Courtesy of Yale News

Stephen Ross, a former Yale economics and finance professor who pioneered several foundational theories in the field of neoclassical finance, died on Friday. He was 73.

Ross was widely known for the theories he developed in the mid-1970s about arbitrage pricing and economic agency. He taught at Yale from 1984 to 1997, eventually earning distinction as a Sterling Professor of economics and finance.

“Steve was a wildly successful practitioner of finance and an entrepreneur whose influence on practice is hard to overstate,” School of Management professor Rick Antle said. “He was a Sterling Professor in title and a Sterling Professor in fact. He led the recruitment of faculty members of unparalleled caliber to the SOM in its early days.”

Ross was also recognized for his contributions to risk-neutral pricing and the binomial model for pricing derivatives, different methods of valuing a given stock. Economics professor and Nobel laureate Robert Shiller said Ross’ death came as a shock to him, adding that Ross was an important influence on his life.

“He always had an open mind and could see the complexities in the real world,” Shiller said. “Some of his ideas, notably his arbitrage pricing theory, remain fundamental to financial theory.”

In addition to his academic contributions, Ross worked as an advisor to various U.S. government departments and investment companies.

In 1988, Ross served as president of the American Finance Association, and in 2015, he received the Deutsche Bank Prize in Financial Economics. His other accolades include the 2012 Onassis Prize for Finance and the 2007 Jean-Jacques Laffont Prize.

Yale economics professor John Geanakoplos ’75 remembered Ross not only as a renowned economist but also as a close companion and colleague. Geanakoplos said Ross was a basketball lover, a wine connoisseur and a generous tipper.

“He was wonderful to me all the time I’ve known him,” Geanakoplos said. “He was a dear friend, and this is a terrible loss and a big shock.”

School of Management professor William Goetzmann ’78 GRD ’90 remembered Ross as a “teacher, mentor and friend,” and former School of Management Dean Sharon Oster said Ross was a founding faculty member of the SOM who attracted some of the school’s most distinguished faculty.

“He was a groundbreaking scholar, a spectacular teacher and a great friend to many of us,” Oster said.

Ross was an associate editor of several economic journals and wrote over 100 articles in the field. In 2004 he published the book “Neoclassical Finance,” a pioneering work in the field of the same name, which Ross helped establish.

Antle called Ross a kind, generous and loyal friend who made “absolutely pathbreaking” contributions to finance.

“I will miss him terribly,” Antle said. “And, if misery loves company, I know that my misery is ecstatic.”

Prior to his time at Yale, Ross was a faculty member at the University of Pennsylvania’s Wharton School, and after leaving Yale in 1997, he taught economics at the Massachusetts Institute of Technology.

Ross is survived by Carol, his wife of 49 years, and his children Katherine and Jonathan Ross. The MIT Sloan School of Management has not yet released a date for memorial services and a celebration of Ross’ life.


TASK TO CARRY OUT: Which lines of the entries hold the string "pixels"? Copy each one.

▬▬▬

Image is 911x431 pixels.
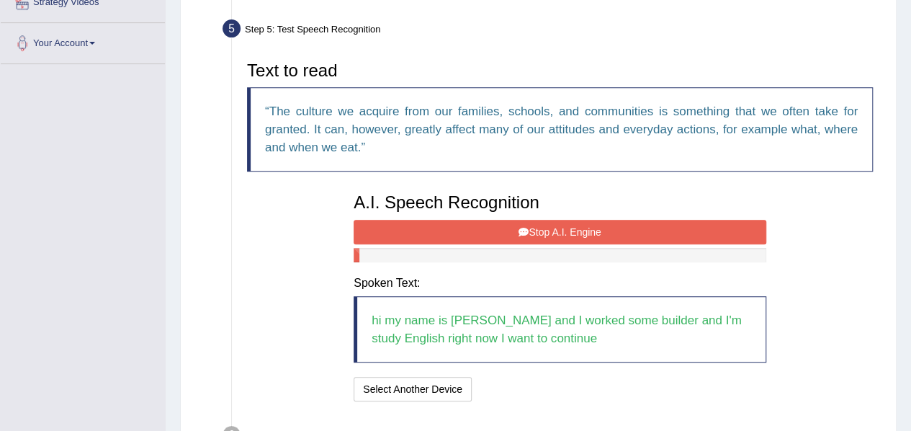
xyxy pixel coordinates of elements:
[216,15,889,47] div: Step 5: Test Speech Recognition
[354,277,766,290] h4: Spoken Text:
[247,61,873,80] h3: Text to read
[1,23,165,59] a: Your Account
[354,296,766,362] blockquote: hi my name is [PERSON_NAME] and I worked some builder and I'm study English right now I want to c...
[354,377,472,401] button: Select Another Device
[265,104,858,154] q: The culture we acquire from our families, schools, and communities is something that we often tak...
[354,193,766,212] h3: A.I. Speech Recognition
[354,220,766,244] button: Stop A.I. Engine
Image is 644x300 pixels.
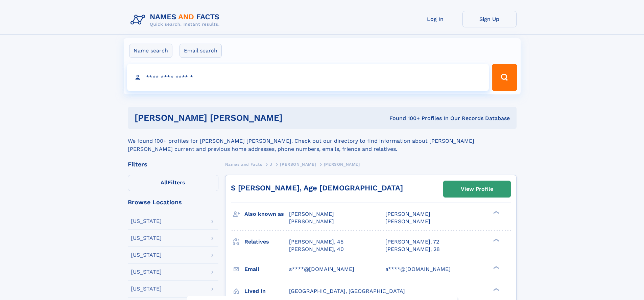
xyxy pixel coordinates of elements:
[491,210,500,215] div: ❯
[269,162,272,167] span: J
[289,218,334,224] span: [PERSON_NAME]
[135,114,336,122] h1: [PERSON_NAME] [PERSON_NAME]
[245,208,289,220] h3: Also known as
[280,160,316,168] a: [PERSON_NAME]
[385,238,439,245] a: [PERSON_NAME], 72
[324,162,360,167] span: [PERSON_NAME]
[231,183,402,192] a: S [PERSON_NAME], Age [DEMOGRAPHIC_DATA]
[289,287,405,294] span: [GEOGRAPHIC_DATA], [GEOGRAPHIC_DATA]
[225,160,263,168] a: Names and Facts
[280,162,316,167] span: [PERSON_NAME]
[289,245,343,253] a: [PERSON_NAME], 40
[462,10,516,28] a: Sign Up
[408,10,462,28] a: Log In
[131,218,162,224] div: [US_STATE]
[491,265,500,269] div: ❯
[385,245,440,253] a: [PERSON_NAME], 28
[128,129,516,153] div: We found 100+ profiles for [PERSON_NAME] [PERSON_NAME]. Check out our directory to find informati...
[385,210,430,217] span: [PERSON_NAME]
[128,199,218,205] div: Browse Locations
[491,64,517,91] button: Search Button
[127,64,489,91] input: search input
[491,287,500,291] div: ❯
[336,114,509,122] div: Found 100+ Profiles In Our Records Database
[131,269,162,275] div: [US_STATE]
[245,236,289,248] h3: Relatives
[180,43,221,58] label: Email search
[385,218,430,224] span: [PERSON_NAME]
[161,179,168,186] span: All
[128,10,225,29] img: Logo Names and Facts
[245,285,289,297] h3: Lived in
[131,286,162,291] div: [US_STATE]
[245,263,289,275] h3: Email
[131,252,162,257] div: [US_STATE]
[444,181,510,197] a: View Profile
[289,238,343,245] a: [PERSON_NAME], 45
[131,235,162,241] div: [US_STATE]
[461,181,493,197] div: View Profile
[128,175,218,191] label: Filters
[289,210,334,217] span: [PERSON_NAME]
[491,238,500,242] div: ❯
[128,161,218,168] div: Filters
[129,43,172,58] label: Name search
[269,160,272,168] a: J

▬▬▬

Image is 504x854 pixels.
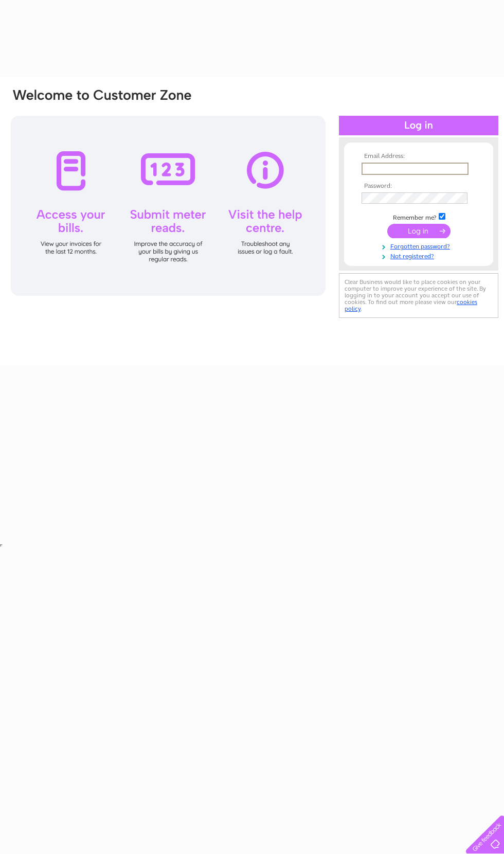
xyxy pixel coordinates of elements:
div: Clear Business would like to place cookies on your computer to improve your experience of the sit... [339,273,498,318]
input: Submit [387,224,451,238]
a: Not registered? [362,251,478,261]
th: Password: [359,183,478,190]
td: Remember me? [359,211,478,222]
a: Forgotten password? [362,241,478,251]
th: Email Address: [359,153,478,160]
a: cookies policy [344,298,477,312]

▬▬▬

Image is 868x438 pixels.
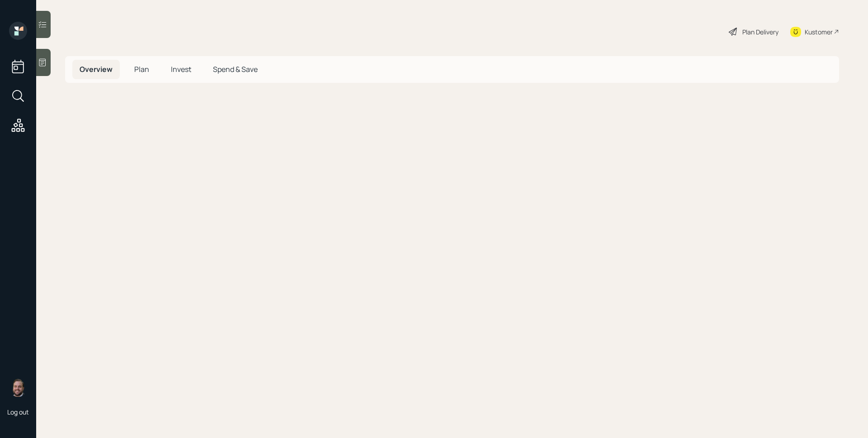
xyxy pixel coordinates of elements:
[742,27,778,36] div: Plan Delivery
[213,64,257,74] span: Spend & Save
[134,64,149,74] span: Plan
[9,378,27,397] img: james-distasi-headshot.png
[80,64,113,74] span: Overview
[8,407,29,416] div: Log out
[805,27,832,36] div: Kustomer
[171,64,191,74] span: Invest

▬▬▬

EXERCISE SOLUTION:
Image is 911x431 pixels.
Image is 644x300 pixels.
Image is 504x854 pixels.
Image is 868x438 pixels.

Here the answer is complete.